:: TASK MATERIAL
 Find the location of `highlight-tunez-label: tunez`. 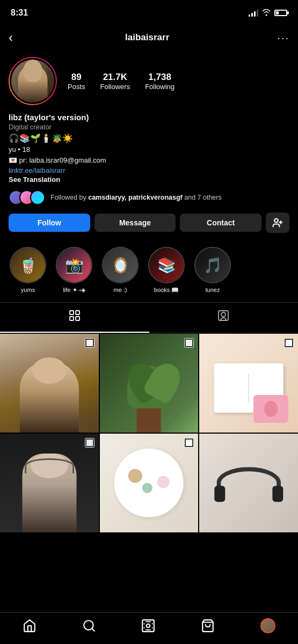

highlight-tunez-label: tunez is located at coordinates (213, 290).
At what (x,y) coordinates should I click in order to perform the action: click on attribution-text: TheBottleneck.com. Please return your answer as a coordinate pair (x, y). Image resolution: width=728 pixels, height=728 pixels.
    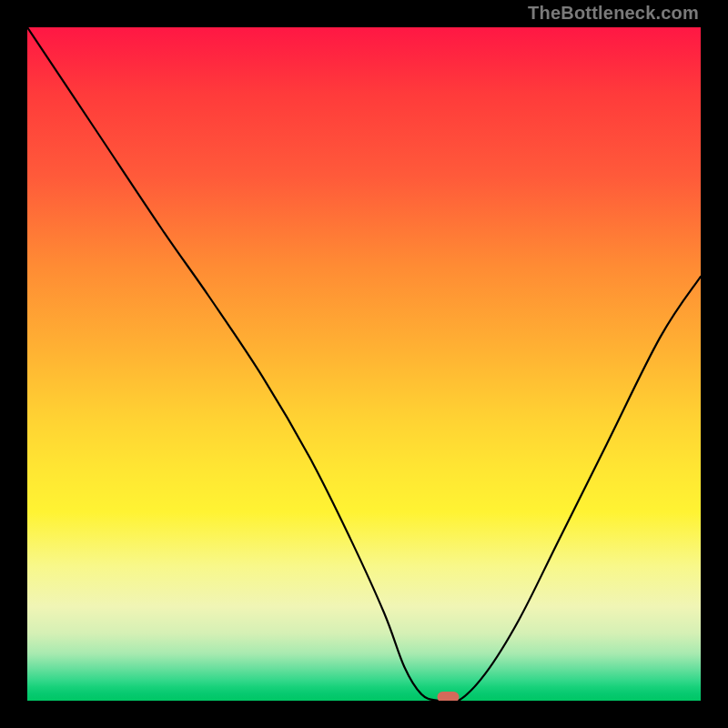
    Looking at the image, I should click on (613, 13).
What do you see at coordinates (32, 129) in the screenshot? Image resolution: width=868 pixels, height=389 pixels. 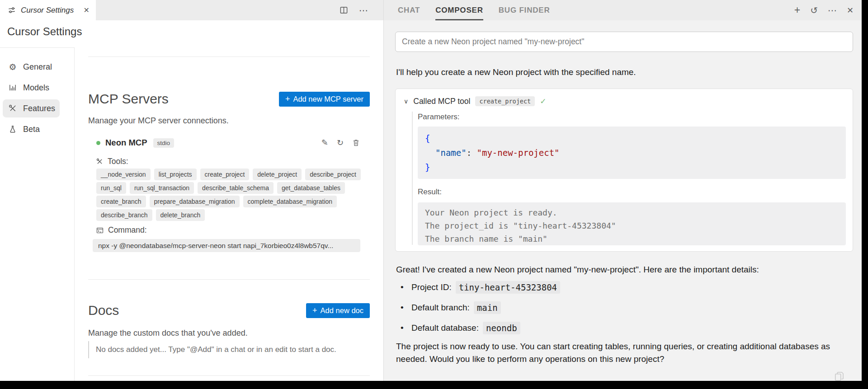 I see `sidebar-item-label: Beta` at bounding box center [32, 129].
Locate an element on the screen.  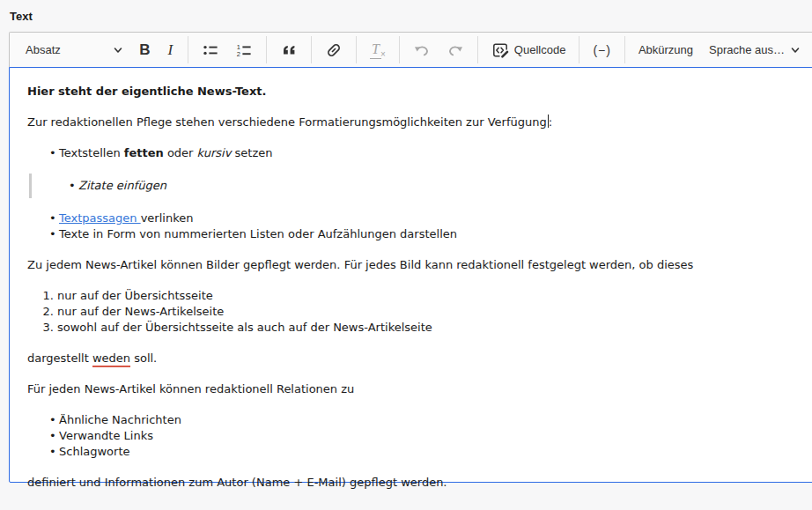
relations-bullet-list: Ähnliche Nachrichten Verwandte Links Sch… is located at coordinates (412, 436).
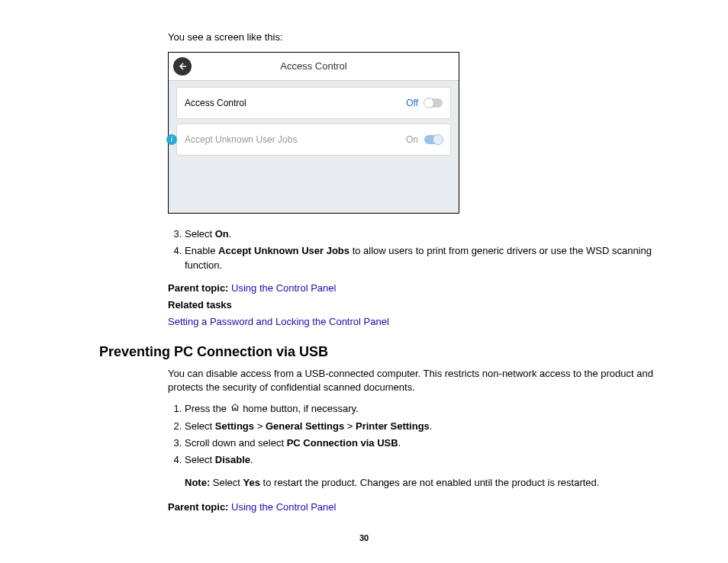 Image resolution: width=728 pixels, height=563 pixels. What do you see at coordinates (314, 146) in the screenshot?
I see `screenshot-body: Access Control Off i Accept Unknown User…` at bounding box center [314, 146].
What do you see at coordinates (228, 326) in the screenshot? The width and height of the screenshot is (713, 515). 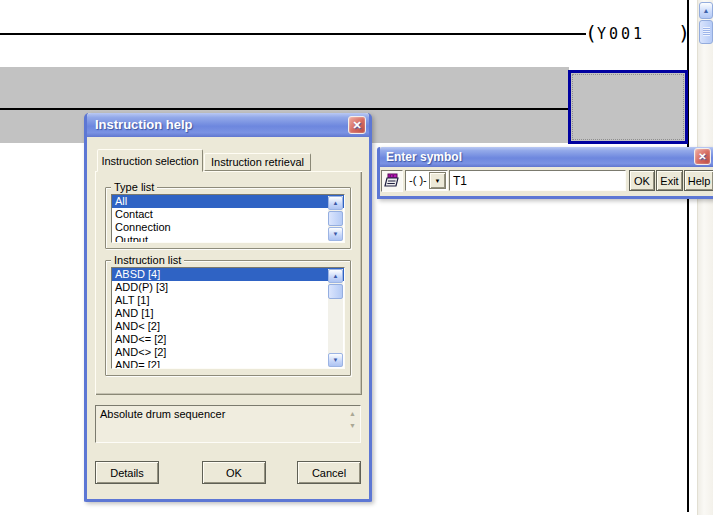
::::
Return exactly the lines that begin with the one containing "Locate an element on the screen." and end with the final line of the data above; include no pictures.

Locate an element on the screen.  
relations-bullet-list: Ähnliche Nachrichten Verwandte Links Sch… is located at coordinates (412, 436).
 Image resolution: width=728 pixels, height=563 pixels. What do you see at coordinates (314, 146) in the screenshot?
I see `screenshot-body: Access Control Off i Accept Unknown User…` at bounding box center [314, 146].
What do you see at coordinates (228, 326) in the screenshot? The width and height of the screenshot is (713, 515). 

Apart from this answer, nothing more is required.